A prosecution brought by the Environment Agency has ended with a Cornwall farmer being ordered to pay £3,765 after a digestate spill at a farm near Warbstow led to a major fish kill in the River Ottery. At Truro magistrates’ court on 13 May, Norman Osborne, 57, of Tobarn, Jacobstow, pleaded guilty and was fined £215, with £3,550 in prosecution costs. According to the government case summary, the offence was causing a water discharge activity contrary to regulation 38(1)(a) and regulation 12(1)(b) of the Environmental Permitting (England and Wales) Regulations 2016. The case provides a clear example of how routine farm waste handling can become a regulated pollution incident once material enters a watercourse.
The court heard that on 20 May 2022 Osborne was transferring digestate from a tank into a tanker for spreading on farmland when a connecting hose broke. The Environment Agency later estimated that about 2,300 gallons of digestate escaped from the tank system and entered the nearby watercourse. The official account states that the material ran down the road and that the impact was worsened when the spilled digestate was washed into the watercourse. Osborne did not report the incident to the Environment Agency at the time, removing the chance for early advice on containment and immediate mitigation.
Digestate is the wet residue left after the anaerobic digestion of food waste and other organic matter, and it is commonly used as a fertiliser.

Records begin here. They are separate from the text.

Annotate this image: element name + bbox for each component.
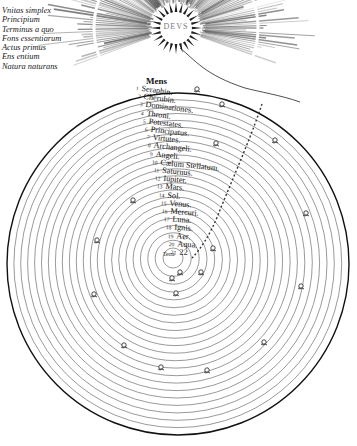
attribute-text: Actus primus — [2, 43, 82, 52]
terra-label: Terra — [163, 251, 175, 257]
sphere-number: 13 — [157, 183, 163, 189]
attribute-text: Vnitas simplex — [2, 6, 82, 15]
sphere-number: 8 — [148, 142, 151, 148]
sphere-name: 22 — [179, 247, 188, 256]
sphere-number: 19 — [167, 233, 173, 239]
divine-attributes-list: Vnitas simplex Principium Terminus a quo… — [2, 6, 82, 71]
descending-chain — [192, 104, 262, 258]
sphere-number: 3 — [139, 101, 143, 107]
sphere-number: 18 — [166, 224, 172, 230]
attribute-text: Principium — [2, 15, 82, 24]
cosmos-diagram: Vnitas simplex Principium Terminus a quo… — [0, 0, 357, 446]
sphere-number: 4 — [141, 110, 144, 116]
attribute-text: Natura naturans — [2, 62, 82, 71]
sphere-number: 9 — [150, 151, 153, 157]
attribute-text: Ens entium — [2, 52, 82, 61]
attribute-text: Fons essentiarum — [2, 34, 82, 43]
attribute-text: Terminus a quo — [2, 25, 82, 34]
devs-label: DEVS — [156, 22, 196, 31]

The Environment Agency’s description in this case is significant: although digestate can be used beneficially on land, it is highly polluting when it escapes into surface water because it can contain very high ammonia and nitrogen levels. That risk was reflected in the damage recorded in the River Ottery. Some 3.5km of watercourse was affected. Officers counted 471 dead fish, while the true mortality was estimated at 1,610. Species affected included Atlantic salmon, brown trout and bullheads.
The longer-term ecological effect also formed part of the prosecution. The court heard that, two years after the incident, fish populations had still not recovered to historic levels. That point is important in regulatory terms because the seriousness of a pollution event is not judged only by the immediate spill volume or the financial penalty imposed, but by the extent and duration of environmental harm. The investigation also found sludge and microplastics in the watercourse, alongside the high ammonia levels associated with the digestate spill. Taken together, those findings help explain why a single loss-of-containment event can trigger both criminal enforcement and prolonged damage to aquatic habitat.
For operators, the legal point is narrower than the environmental story but no less important. Regulation 12 of the 2016 permitting framework restricts water discharge activities unless they are authorised, while regulation 38 provides the offence structure used in prosecutions involving unauthorised discharges. In practical terms, if polluting material from a site reaches a river, stream or ditch without lawful authority, enforcement can follow even where the underlying activity was part of ordinary farm operations. The Environment Agency said Osborne’s failure to report the incident quickly worsened the outcome. That reflects a standard regulatory expectation in pollution cases: prompt notification is not a procedural detail, but part of limiting damage and allowing the regulator to direct containment action before further harm occurs.
The River Ottery case is therefore less about the size of the fine than about the operational duties attached to storing, transferring and spreading digestate. A broken hose, an uncontained runoff route and delayed reporting were enough to turn a fertiliser handling task into a prosecution with measurable ecological consequences. For farmers, land managers and waste operators, the message from the government summary is direct. Equipment used to move digestate must be maintained and monitored, routes to drains and watercourses need to be considered before transfer begins, and any escape must be reported immediately. The case shows how the Environmental Permitting Regulations work in practice: through enforcement after an unlawful discharge, and through an expectation that operators act quickly enough to prevent further damage.